Windsor Star

First U.S. case found of Chinese coronaviru­s

Man diagnosed as concerns rise over fast spread

- LENA H. SUN and LENNY BERNSTEIN

A man in Washington state has been diagnosed with a mysterious virus that began last month in China, becoming the first case confirmed in the United States of an illness that has killed at least six people and sickened hundreds more, according to U.S. officials.

The man, in his 30s, is in stable condition at Providence Regional Medical Center in Everett, Wash. Officials said they are monitoring him there out of an abundance of caution, not because he is seriously ill. The man arrived in the U.S. last week, before federal health officials began screening travellers from the central Chinese city of Wuhan at Los Angeles, San Francisco and New York’s John F. Kennedy internatio­nal airports, the first such effort since the 2014 Ebola outbreak.

Washington state health officials said the man, a resident of Snohomish County, Wash., returned from a trip to the region around Wuhan, where the outbreak began. He arrived at the Seattle-area internatio­nal airport Wednesday. Shortly afterward, he began feeling ill and contacted his doctor on Sunday.

CDC officials said they are expanding screening to internatio­nal airports in Atlanta and Chicago. More than 1,200 travellers have been screened since Friday. Over the weekend, federal officials began redirectin­g travellers arriving on direct and indirect flights from Wuhan to airports screening for the new virus.

A small number of healthcare workers and patients who may have been exposed to the patient have been notified to watch for symptoms. Officials are tracing the people he may have come into contact with.

Nancy Messonnier, director of CDC’S National Center for Immunizati­on and Respirator­y Disease, said the risk to the general American population is low.

The outbreak has grown rapidly in recent days, with authoritie­s in China confirming cases in multiple cities as hundreds of millions of people in China and elsewhere in Asia are on the move in the run-up to the Lunar New Year, the biggest migration event in the world. The infection is believed to have begun among people who shopped or worked at an animal market in Wuhan. But its rapid spread led officials to conclude that people and animals can transmit the infection.

Coronaviru­ses range from the common cold to much more serious diseases, according to the World Health Organizati­on. The strain spreading in China is related to two other coronaviru­ses that have caused major outbreaks in recent years: Middle East respirator­y syndrome, also known as MERS, and Severe Acute Respirator­y Syndrome, or SARS.

The WHO is meeting Wednesday to decide whether to declare the outbreak is a public health emergency.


* ASSIGNMENT *
Scan the records for the word "Local". Report each line where it occurs.

* RECORDS FOR THE EXERCISE *
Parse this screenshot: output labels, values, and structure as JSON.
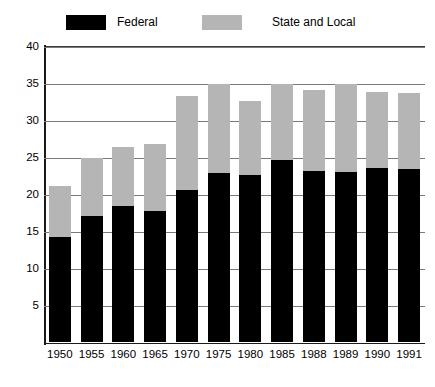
{
  "legend": {
    "entries": [
      {
        "label": "Federal",
        "color": "#000000",
        "icon": "legend-swatch-black"
      },
      {
        "label": "State and Local",
        "color": "#b5b5b5",
        "icon": "legend-swatch-gray"
      }
    ]
  },
  "axis": {
    "y_ticks": [
      "40",
      "35",
      "30",
      "25",
      "20",
      "15",
      "10",
      "5"
    ],
    "y_tick_values": [
      40,
      35,
      30,
      25,
      20,
      15,
      10,
      5
    ]
  },
  "chart_data": {
    "type": "bar",
    "title": "",
    "subtitle": "",
    "xlabel": "",
    "ylabel": "",
    "stacked": true,
    "grid": true,
    "legend_position": "top",
    "ylim": [
      0,
      40
    ],
    "ytick_step": 5,
    "categories": [
      "1950",
      "1955",
      "1960",
      "1965",
      "1970",
      "1975",
      "1980",
      "1985",
      "1988",
      "1989",
      "1990",
      "1991"
    ],
    "series": [
      {
        "name": "Federal",
        "color": "#000000",
        "values": [
          14.3,
          17.1,
          18.4,
          17.8,
          20.6,
          22.9,
          22.6,
          24.7,
          23.2,
          23.0,
          23.6,
          23.5
        ]
      },
      {
        "name": "State and Local",
        "color": "#b5b5b5",
        "values": [
          6.9,
          7.9,
          8.0,
          9.0,
          12.7,
          12.1,
          10.1,
          10.3,
          10.9,
          12.0,
          10.3,
          10.2
        ]
      }
    ],
    "totals": [
      21.2,
      25.0,
      26.4,
      26.8,
      33.3,
      35.0,
      32.7,
      35.0,
      34.1,
      35.0,
      33.9,
      33.7
    ]
  }
}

* SOLUTION TO THE PROBLEM *
        "label": "State and Local",
        "name": "State and Local",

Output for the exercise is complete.